Had that made him feel good? No. Not at all. But the strange thing about Celeste was that she was far more affectionate and kindly than her words ever indicated. She was a killer of an attorney, a five-foot-two firebrand on the job, but with him, she was cuddly and downright sweet. She fussed over his clothes, and always answered her phone. She had lawyer friends on speed dial to answer any questions he encountered in his reporting. But her tongue? Her tongue was a little sharp.

The fact is, Reuben thought suddenly, secretively, there is something dark and tragic about this house that I want to know. The house made him think of cello music, deep, rich, a little rough, and uncompromising The house was talking to him, or maybe it would talk to him if he,d stop listening to the voices of home.

He felt his cell phone vibrate in his pocket. Without taking his eyes off the house, he turned it off.

"Oh good gracious, look at you," said Marchent. "You,re freezing, dear boy. How utterly thoughtless of me. Come, we must get you inside."

"I,m a San Francisco kid," he muttered. "I,ve slept all my life on Russian Hill with the window wide open.

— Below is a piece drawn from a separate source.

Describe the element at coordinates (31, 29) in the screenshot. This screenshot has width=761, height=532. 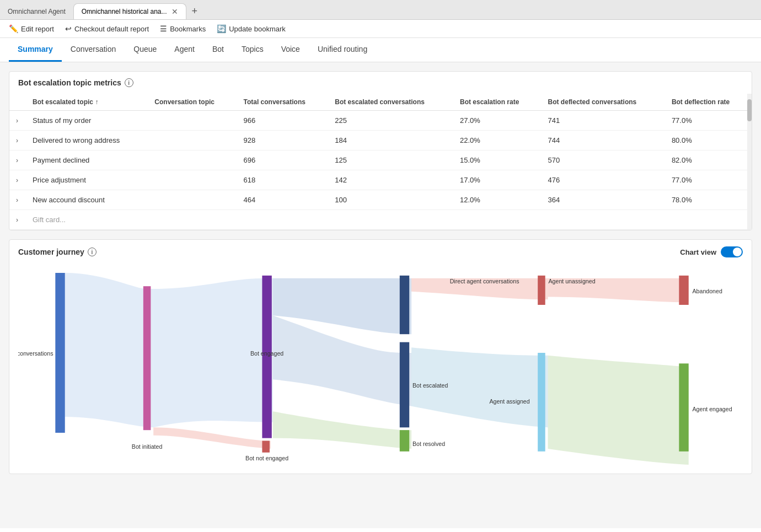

I should have been prepared."

He followed her up the stone steps, and through the massive arched front door.

The warmth of the room was immediate and delicious, even though it was a vast space, under a high beamed ceiling, its dark oak floors stretching on forever in a kind of airy gloom.

The blazing fireplace was distant but cavernous, facing them directly from across a dark expanse of rather shapeless old couches and chairs.

He,d smelled the oak logs burning earlier, just a whiff here and there as they,d walked on the hillside, and he,d loved that.

She led him to the velvet couch right beside the hearth. There was a silver coffee service on the large marble coffee table.

"You get warm," she said. And she stood there herself before the flames warming her hands.

There were huge old brass andirons and a fender, and the bricks on the back of the fireplace were black.

She turned and moved about almost silently on the old worn Oriental carpets, turning on the many scattered lamps.

Slowly the room took on a cheerful glow.

The furniture was immense, but comfortable, with worn but serviceable slipcovers and occasional caramel-colored leather chairs. There were a few hulking bronze sculptures, all of predictable mythological figures, very old-fashioned. And a number of dark landscapes in heavy gilt frames hanging here and there.

The warmth was now relentless. In a few minutes he would be taking off his scarf and his coat.